To help understand the context of those questions, PwC developed the S/4 Journey Guide, a survey-based assessment that helps clients quickly determine how they can use S/4HANA to reimagine their business's operating model and drive value creation. We polled hundreds of clients to determine and analyze the likely outcomes, barriers and operating model component readiness work involved with the transformation to S/4HANA. Here’s a selection of those findings.
A quarter of SAP clients surveyed are already at the proof of concept stage in their migration to S/4HANA, and another quarter already have the system live and fully deployed. Another 35% of SAP clients say they expect to have S/4HANA live in the next year. Less than 20% of all SAP clients report that they are due to complete their migration in 2022 or beyond.
Our survey also asked respondents what they expected to gain from their migration to S/4HANA, and, for those businesses that had completed their migrations, whether those benefits had been realized. The overall results showed exceptionally high expectations across the board. Yet almost all respondents agreed that S/4HANA was actually exceeding those expectations.
Organizations that have not yet completed their migration to S/4HANA can learn from the lessons of those who have. Nearly all respondents reported some measure of challenges in moving to the new platform. The most common issues: The transition took longer than expected, required a higher level of training, and cost more than originally budgeted.

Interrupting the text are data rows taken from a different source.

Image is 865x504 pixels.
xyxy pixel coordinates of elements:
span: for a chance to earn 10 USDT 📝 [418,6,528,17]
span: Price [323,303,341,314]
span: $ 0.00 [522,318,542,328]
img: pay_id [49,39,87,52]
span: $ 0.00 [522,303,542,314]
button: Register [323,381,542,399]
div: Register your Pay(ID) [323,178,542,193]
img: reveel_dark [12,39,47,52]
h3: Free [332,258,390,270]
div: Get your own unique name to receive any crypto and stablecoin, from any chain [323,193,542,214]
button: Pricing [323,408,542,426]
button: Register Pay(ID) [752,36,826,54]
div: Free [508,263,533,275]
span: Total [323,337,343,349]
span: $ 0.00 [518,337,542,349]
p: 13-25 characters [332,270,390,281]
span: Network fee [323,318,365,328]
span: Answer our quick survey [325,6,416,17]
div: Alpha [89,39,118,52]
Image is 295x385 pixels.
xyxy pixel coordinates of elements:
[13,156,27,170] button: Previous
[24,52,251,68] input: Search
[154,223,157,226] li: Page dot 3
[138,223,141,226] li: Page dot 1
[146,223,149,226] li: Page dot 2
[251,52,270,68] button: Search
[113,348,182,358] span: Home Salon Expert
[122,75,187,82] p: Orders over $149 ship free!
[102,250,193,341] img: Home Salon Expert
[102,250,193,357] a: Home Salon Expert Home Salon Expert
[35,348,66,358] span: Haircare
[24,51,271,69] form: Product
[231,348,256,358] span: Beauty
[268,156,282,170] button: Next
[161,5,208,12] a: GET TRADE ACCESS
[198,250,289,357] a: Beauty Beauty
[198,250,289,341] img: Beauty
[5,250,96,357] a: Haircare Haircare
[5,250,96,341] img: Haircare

The road to S/4HANA may appear difficult, but in general those who’ve completed the journey agree that it isn’t as difficult as expected. More importantly, real benefits await those who make the move to the latest generation of SAP—including improved and more modernized processes, better operational control and more streamlined reporting operation. All of this can be put to work in your organization, too. With a few years left to make the transition before SAP’s 2025 deadline arrives, there’s plenty of time to complete the job, even if you haven’t taken the first step.